DigitalOcean Kubernetes Monitoring made easy using Robusta

By Abhimanyu Selvan on 25 Dec 2022

Introduction

Kubernetes solved many challenges with distributed environments, such as speed, scalability, and resilience. However, the flexibility and scalability that Kubernetes brings in deploying containerized applications also presents new challenges. Since there is no longer a 1-to-1 correlation between an application and the server it runs on, keeping track of the health of applications — abstracted by containers and once again by Kubernetes — can be daunting without the proper tools.

At DigitalOcean, we pride ourselves on offering straightforward and easy-to-use solutions. We have taken a similar approach to DigitalOcean Kubernetes monitoring. Find below the different approaches to setting up the observability stack on DigitalOcean Kubernetes.

In this article, we will focus on Robusta.

Robusta on DigitalOcean Kubernetes

Robusta is an open-source Kubernetes monitoring, troubleshooting, and automation platform which comes pre-baked with

Target Audience

  • Kubernetes novices and enterprises that want to monitor clusters without spending tons of time defining and tweaking alerts
  • Organizations that already run DigitalOcean Kubernetes clusters with existing monitoring stacks. These users typically tend to have alerts in place and use Robusta to explore, remediate, and otherwise manage them
  • Teams with multi-cluster or multi-tenant environments, either all on DigitalOcean, or spanning multiple clouds

Prerequisites

Robusta Architecture

Automation engine

The main component of Robusta is the automation engine, which runs in a cluster as Kubernetes deployments.

  • robusta-forwarder: connects to the APIServer, monitors Kubernetes changes, and forwards them to robusta-runner.

  • robusta-runner: executes playbooks.

For more details »

Installation

  1. Install the robusta-cli: This step is needed to generate the values file for helm chart installation.

    # Requires python installed
    python3 -m pip install -U robusta-cli --no-cache
    
  2. Generate a generated_values.yaml for the Robusta chart:

    # An interactive session where you can configure sinks 
    # such as receiving alerts to a particular Slack channel, MS Teams. 
    # This generates a `generated_values.yaml`
    
    robusta gen-config
    
  3. Update DigitalOcean cluster credentials using doctl:

    # Notice: Adding cluster credentials to kubeconfig file found in "/Users/<username>/.kube/config"
    # Notice: Setting current-context to <cluster-context>
    
    doctl kubernetes cluster kubeconfig save <cluster-id>
    
  4. Install Robusta with helm:

    helm repo add robusta https://robusta-charts.storage.googleapis.com && helm repo update
    helm install robusta robusta/robusta -f ./generated_values.yaml --set clusterName=<cluster-name>
    

For more details on the installation »

Post-Installation

Access Robusta Web UI

Upon successful installation, head to https://platform.robusta.dev/ and sign in with the email/account used during the installation process.

Here is an example view of the Robusta SaaS platform

Slack integration

Receive slack alerts to your private slack channel.

Access Grafana Dashboards(optional)

Additionally, you can use Grafana, which is part of the kube-prom-stack to visualize and query your data.

# Expose the robusta-grafana service
# log in with the credentials on localhost:3000

kubectl -n default port-forward svc/robusta-grafana 3000:80

# Open the browser and go to localhost:3000 to access Argo CD UI
# Login with username: `admin,` password: `prom-operator`

Conclusion

By understanding what is happening and why, Kubernetes observability helps you better visualize, manage, and optimize the unpredictable, distributed nature of Kubernetes deployments. With seamless integration into the DigitalOcean Kubernetes clusters, Robusta provides a single pane of glass for your observability stack. Check out this real-world example and get started with your observability journey.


● **INSTRUCTIONS TO FOLLOW**: State only how many lines below include the string "label".

● **EXTRACTED INFORMATION**:

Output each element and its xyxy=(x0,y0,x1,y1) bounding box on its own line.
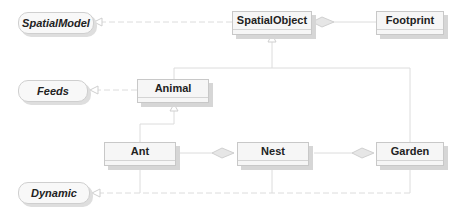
interface-spatialmodel[interactable]: SpatialModel xyxy=(18,12,94,34)
class-title: Garden xyxy=(377,143,443,161)
realization-arrowhead-icon xyxy=(94,18,102,26)
class-title: Nest xyxy=(238,143,308,161)
class-title: SpatialObject xyxy=(233,12,311,30)
class-title: Ant xyxy=(105,143,175,161)
realization-arrowhead-icon xyxy=(92,189,100,197)
class-spatialobject[interactable]: SpatialObject xyxy=(232,11,312,35)
class-ant[interactable]: Ant xyxy=(104,142,176,166)
generalization-arrowhead-icon xyxy=(268,34,276,42)
class-animal[interactable]: Animal xyxy=(137,79,209,103)
realization-arrowhead-icon xyxy=(90,86,98,94)
aggregation-diamond-icon xyxy=(212,148,234,158)
class-title: Animal xyxy=(138,80,208,98)
interface-label: SpatialModel xyxy=(22,17,90,29)
generalization-arrowhead-icon xyxy=(170,104,178,111)
class-garden[interactable]: Garden xyxy=(376,142,444,166)
uml-class-diagram: SpatialModel Feeds Dynamic SpatialObject… xyxy=(0,0,468,223)
aggregation-diamond-icon xyxy=(352,148,374,158)
class-title: Footprint xyxy=(377,12,443,30)
interface-label: Feeds xyxy=(37,85,69,97)
interface-label: Dynamic xyxy=(31,187,77,199)
class-footprint[interactable]: Footprint xyxy=(376,11,444,35)
interface-dynamic[interactable]: Dynamic xyxy=(18,182,90,204)
class-nest[interactable]: Nest xyxy=(237,142,309,166)
interface-feeds[interactable]: Feeds xyxy=(18,80,88,102)
aggregation-diamond-icon xyxy=(312,17,334,27)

● **ANSWER SPACE**: 3